Arts & Leisure

Lindy West, Barbara Brown Taylor, and Embracing Our God-Given Bodies

Tamara Hill Murphy

“Is it a sin to be fat?”

I asked my friend the question over a cup of Earl Grey and a fresh blackberry muffin. My friend is not fat in the least; she had merely expressed interest in my current writing topic. She laughed and asked how I planned to answer the question. I, having never been accused of being thin, replied: “I don’t know if it’s a sin to be fat, but let me ask another question. Is it a sin to be thin?”

I’ve been thinking about the subject since hearing an interview with author and “fat acceptance movement activist” Lindy West on Mother Jones’ food politics podcast. The conversation features West’s experience with fat-shaming, a topic she discusses frankly and humorously in her 2016 book, Shrill, and at various public events, including a June appearance in Manhattan billed “The Other F Word: The Politics of Being Fat.”

West concluded in her mid-twenties that, in spite of her best efforts, she’d always been fat and probably always would be fat. She was ready to publicly acknowledge her acceptance of herself as fat. Up to that point in her life, the size of her body was something she never talked about with her friends or family. In a 2016 interview with radio host Ira Glass, she gave this explanation for the shameful silence: “The way that we are taught to think about fatness is that fat is not a permanent state. You're just a thin person who's failing consistently for your whole life.”

While some of West’s views on the politics of the body differ from a Christian perspective, I’d argue that her voice on the subject of fat-shaming is helpful in correcting a cultural standard that for decades (centuries?) has approved only one variety of the human form. Recognizing the shifting standard of beauty, West credits her discovery of modern-day art photos of full-figured women, echoing classic paintings by Rubens, Botticelli, and Matisse, with changing the way she sees and accepts her own body. “They’re presented as objects of beauty,” she said. “It had never occurred to me that you would do anything with a fat body other than hide it.”

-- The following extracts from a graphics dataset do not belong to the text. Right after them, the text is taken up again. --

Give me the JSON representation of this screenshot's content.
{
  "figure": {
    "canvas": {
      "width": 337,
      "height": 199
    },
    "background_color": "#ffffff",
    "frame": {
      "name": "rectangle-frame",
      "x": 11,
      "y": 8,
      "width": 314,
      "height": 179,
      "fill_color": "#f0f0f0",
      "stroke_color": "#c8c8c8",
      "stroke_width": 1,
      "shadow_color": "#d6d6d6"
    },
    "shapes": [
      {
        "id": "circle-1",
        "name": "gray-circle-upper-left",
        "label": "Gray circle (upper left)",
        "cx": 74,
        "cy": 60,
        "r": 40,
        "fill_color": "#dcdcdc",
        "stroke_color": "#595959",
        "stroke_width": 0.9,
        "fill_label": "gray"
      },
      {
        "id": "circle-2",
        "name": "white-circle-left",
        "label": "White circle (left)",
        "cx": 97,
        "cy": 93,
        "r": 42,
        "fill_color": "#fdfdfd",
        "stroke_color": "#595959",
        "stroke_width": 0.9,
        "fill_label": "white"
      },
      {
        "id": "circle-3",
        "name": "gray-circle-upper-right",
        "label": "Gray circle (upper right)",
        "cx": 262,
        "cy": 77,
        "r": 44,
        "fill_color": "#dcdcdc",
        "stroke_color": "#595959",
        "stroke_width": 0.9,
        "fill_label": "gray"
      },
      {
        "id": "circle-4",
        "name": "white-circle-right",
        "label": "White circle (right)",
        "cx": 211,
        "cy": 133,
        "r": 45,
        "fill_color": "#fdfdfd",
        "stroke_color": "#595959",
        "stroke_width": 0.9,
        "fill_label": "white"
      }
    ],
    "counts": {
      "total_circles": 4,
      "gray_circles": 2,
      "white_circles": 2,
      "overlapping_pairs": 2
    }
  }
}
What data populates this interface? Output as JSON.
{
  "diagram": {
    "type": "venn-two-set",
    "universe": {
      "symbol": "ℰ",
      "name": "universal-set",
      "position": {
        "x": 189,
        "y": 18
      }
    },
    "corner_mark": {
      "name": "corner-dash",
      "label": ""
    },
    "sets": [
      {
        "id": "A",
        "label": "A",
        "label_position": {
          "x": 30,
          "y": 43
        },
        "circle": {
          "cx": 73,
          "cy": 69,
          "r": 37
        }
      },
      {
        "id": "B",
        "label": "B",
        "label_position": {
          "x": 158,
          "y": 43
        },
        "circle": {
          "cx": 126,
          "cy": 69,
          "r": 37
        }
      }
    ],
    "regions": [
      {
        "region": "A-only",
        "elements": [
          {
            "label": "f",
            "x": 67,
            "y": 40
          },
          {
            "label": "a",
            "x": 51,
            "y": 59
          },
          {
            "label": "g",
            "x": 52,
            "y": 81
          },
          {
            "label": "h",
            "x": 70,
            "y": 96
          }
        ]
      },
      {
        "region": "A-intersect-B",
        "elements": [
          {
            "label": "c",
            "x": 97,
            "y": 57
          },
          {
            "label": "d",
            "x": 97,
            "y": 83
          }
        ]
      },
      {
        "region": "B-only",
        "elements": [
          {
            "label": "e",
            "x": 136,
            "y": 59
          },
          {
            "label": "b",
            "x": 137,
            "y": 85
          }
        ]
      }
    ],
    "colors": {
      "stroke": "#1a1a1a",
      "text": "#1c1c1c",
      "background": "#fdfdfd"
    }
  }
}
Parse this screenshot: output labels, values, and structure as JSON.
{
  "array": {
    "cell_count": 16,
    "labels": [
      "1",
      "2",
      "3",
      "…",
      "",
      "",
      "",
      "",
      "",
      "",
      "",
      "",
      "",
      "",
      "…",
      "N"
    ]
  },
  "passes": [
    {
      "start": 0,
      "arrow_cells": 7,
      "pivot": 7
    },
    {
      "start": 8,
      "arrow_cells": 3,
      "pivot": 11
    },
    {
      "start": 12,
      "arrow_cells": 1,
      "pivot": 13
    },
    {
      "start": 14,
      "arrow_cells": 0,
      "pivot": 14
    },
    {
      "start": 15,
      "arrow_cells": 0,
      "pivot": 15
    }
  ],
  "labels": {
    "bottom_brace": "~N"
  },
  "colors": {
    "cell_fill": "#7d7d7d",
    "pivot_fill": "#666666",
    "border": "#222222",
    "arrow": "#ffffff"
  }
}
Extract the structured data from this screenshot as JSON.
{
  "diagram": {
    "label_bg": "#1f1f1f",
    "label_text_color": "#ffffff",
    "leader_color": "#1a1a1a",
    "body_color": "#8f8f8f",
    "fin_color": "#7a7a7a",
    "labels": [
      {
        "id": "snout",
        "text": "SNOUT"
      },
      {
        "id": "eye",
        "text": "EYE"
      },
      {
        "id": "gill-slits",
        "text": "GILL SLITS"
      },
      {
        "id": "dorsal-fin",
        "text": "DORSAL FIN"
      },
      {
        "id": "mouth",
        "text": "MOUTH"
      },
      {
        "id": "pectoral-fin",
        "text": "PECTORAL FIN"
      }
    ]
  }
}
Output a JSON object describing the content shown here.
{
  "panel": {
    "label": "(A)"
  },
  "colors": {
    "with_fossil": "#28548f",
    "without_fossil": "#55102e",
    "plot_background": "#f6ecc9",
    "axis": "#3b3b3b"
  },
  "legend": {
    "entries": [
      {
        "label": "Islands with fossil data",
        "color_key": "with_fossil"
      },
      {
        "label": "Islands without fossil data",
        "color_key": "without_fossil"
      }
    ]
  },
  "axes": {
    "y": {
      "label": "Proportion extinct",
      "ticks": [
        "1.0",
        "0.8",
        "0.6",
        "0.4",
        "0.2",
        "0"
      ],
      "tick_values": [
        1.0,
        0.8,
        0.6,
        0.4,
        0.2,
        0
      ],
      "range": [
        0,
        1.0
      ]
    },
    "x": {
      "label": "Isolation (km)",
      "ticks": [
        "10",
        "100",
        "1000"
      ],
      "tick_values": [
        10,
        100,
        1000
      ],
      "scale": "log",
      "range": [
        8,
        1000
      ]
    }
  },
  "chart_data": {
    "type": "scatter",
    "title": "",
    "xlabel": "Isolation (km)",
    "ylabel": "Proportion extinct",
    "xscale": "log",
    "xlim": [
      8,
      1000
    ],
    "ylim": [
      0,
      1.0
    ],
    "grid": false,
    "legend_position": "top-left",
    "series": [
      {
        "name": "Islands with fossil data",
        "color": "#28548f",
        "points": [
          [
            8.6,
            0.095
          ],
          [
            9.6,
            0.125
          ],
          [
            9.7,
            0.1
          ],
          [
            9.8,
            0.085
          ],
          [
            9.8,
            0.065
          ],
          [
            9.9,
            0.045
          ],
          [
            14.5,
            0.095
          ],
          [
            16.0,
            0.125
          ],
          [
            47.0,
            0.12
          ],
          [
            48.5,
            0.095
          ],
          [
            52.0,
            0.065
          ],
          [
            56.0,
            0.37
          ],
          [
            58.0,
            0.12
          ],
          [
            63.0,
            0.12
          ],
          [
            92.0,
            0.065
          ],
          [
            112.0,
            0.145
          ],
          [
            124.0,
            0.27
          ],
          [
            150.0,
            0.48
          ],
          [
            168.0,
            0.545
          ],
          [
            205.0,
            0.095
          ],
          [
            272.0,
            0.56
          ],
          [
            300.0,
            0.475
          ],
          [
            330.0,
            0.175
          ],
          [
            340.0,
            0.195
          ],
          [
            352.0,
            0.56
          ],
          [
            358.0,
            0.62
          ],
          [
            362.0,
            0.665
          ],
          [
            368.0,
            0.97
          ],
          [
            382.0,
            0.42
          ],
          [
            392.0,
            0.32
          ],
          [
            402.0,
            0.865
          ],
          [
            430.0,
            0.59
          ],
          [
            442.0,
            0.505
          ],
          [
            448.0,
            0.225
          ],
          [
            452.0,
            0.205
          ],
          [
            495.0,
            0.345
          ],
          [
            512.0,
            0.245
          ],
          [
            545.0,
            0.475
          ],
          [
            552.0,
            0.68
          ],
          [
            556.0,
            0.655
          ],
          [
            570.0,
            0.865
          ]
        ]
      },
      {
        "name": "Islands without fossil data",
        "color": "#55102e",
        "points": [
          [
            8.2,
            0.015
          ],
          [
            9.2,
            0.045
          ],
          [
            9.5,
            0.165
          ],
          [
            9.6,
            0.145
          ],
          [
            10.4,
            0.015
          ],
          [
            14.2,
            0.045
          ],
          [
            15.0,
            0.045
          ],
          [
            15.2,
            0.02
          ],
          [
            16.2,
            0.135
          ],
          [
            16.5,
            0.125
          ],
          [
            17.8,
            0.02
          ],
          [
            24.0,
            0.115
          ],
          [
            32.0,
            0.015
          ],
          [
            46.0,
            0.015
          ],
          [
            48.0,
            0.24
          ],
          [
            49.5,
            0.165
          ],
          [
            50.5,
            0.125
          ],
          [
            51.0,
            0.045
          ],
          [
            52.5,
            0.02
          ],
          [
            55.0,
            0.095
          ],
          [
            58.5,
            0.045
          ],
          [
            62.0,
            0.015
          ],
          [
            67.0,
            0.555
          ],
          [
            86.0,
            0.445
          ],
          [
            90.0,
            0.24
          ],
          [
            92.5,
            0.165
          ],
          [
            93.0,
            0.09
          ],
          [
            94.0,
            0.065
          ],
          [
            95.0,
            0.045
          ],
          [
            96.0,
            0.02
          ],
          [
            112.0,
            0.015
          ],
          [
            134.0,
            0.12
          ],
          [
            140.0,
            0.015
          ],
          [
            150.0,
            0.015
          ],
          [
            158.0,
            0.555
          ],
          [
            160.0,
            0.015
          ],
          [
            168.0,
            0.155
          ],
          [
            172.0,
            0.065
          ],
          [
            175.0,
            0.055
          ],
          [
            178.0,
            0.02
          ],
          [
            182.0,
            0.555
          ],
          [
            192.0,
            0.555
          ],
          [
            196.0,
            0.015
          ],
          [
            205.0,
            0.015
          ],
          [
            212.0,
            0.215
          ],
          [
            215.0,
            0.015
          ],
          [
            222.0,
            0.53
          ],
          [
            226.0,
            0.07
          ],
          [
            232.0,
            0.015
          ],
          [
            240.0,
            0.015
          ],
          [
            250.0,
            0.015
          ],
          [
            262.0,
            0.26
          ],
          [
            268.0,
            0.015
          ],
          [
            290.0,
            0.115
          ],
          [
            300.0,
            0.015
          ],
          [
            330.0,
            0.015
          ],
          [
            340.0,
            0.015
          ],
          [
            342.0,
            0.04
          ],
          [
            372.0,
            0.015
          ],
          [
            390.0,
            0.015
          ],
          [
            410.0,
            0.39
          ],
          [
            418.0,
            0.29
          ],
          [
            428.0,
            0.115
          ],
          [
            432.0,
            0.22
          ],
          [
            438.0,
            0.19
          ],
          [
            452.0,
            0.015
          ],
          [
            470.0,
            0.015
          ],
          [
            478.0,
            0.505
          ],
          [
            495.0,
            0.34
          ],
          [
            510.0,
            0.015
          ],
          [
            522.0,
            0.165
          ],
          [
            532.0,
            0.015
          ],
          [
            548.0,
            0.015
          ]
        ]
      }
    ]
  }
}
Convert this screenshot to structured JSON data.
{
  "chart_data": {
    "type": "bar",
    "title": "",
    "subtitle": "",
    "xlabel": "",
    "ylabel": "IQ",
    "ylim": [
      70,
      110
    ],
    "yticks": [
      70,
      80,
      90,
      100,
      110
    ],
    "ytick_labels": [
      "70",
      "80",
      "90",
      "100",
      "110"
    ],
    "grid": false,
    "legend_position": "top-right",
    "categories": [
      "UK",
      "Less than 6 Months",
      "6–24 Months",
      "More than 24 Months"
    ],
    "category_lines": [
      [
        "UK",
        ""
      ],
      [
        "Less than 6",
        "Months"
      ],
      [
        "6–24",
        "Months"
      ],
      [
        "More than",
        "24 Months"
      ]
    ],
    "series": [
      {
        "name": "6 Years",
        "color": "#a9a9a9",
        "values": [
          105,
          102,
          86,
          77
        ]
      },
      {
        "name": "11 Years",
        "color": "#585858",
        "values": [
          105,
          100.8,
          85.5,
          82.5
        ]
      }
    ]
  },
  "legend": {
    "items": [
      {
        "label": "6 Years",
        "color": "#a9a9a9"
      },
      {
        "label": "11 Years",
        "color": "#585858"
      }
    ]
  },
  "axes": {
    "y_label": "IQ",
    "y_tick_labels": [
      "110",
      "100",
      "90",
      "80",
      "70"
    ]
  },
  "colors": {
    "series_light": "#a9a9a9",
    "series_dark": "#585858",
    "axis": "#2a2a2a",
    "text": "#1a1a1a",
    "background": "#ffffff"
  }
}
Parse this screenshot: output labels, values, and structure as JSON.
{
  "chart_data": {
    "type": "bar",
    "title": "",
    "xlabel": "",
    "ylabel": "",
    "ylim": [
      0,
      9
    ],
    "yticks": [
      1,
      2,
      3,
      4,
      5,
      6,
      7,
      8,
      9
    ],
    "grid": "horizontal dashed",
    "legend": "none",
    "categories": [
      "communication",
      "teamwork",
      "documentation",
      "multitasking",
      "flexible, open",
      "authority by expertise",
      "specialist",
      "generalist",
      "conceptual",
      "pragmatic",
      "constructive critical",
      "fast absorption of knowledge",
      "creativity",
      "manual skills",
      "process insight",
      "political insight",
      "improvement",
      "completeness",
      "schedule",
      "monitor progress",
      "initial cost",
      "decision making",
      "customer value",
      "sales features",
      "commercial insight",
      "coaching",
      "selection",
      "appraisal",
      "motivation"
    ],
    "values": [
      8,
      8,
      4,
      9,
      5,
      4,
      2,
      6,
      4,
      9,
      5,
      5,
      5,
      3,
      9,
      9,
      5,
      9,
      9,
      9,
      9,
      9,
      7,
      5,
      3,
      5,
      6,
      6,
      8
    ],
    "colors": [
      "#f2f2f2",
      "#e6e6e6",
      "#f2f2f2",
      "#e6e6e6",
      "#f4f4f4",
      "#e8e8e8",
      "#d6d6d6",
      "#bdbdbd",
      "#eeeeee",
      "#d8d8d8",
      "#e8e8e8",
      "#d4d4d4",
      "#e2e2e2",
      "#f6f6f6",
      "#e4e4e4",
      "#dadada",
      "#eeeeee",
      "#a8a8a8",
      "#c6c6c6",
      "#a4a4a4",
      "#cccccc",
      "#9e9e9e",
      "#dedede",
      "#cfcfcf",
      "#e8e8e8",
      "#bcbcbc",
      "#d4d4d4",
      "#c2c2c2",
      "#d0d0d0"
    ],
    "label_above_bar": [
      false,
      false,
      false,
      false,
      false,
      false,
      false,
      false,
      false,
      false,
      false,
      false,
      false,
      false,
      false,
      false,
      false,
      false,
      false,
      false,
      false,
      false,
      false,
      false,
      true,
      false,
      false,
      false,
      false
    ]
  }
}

Hiding the body was one of the first responses to shame in human history.

That belief is not unique to West. Hiding the body was one of the first responses to shame in human history. When Adam and Eve hid, they were running away from God’s attention because they’d willfully broken his law. Where they’d hoped to gain a kind of radical autonomy, they instead saw themselves for the first time outside of God’s loving gaze and found the view unbearable. When God offered them an opportunity to respond in conviction of sin, they continued responding out of their broken view of God and themselves. In the aftermath of this break-up with the Creator, all of humankind lost the ability to accurately differentiate between conviction and shame. When it comes to our bodies, we’ve lost track of what it means for a body to be good, and we’ve been trying to crack the code ever since.

If the cultural standard for human beauty is a moving target, how can we think Christianly about the weight and shape of our bodies? Can the Scriptural truth that we are wonderfully made tell us what dress sizes are holy? Shall we count calories and measure our BMI in response to the biblical teaching that our bodies were created to bring glory to God, as actual “temples of the Holy Spirit?” How do fitness and weight loss programs fit into the unforced rhythms of grace Jesus offers (to borrow Eugene Peterson’s phrasing in The Message)?

Unfortunately, the Christian subculture has too often appropriated the dominant culture’s standard for body size, marketing a faulty theology that suggests God wants you to be thin. No matter the cultural norms, there have always been plenty of ways sin can impact the size and shape of our bodies, but fitness trends promoted outside a fully formed theology often lead us away from the rest, contentment, and provision God provides. Throughout history, the church has applied Scripture to its daily life with numerous practices that, among other benefits, help us discern the appropriate size for our individual bodies. Throughout seasons of both fasting and feasting, we are instructed to practice contentment, gratitude, moderation, and detachment. We are also to reject sins of envy, gluttony, and idolatry. In the process of living these rhythms over years, the Holy Spirit forms our imaginations and develops our muscles (physical and spiritual) in anticipation of our restored and resurrected selves.

Of all the disciplines, I’d suggest we start with gratitude. Where Lindy West advocates a movement of radical self-acceptance, I find theologian Barbara Brown Taylor’s invitation to view our bodies in a prayerful act of thanksgiving an even more revolutionary call:

This [self-loathing] can only go on so long, especially for someone who officially believes that God loves flesh and blood, no matter what kind of shape it is in. Whether you are sick or well, lovely or irregular, there comes a time when it is vitally important for your spiritual health to drop your clothes, look in the mirror, and say, “Here I am. This is the body-like-no-other that my life has shaped. I live here. This is my soul’s address.

Only the loving gaze of our Creator is sturdy enough to keep us from falling prey to our culture’s shifting ideals. In this light, we are able to come out of our hiding places and rightly respond with both grateful acceptance and humble conviction to whatever our Creator asks of our bodies. In this response we participate in the most life-altering kind of acceptance, one that reconciles us with thanksgiving for what God has made, contentment for what God is making, and hope for what God will one day fully restore.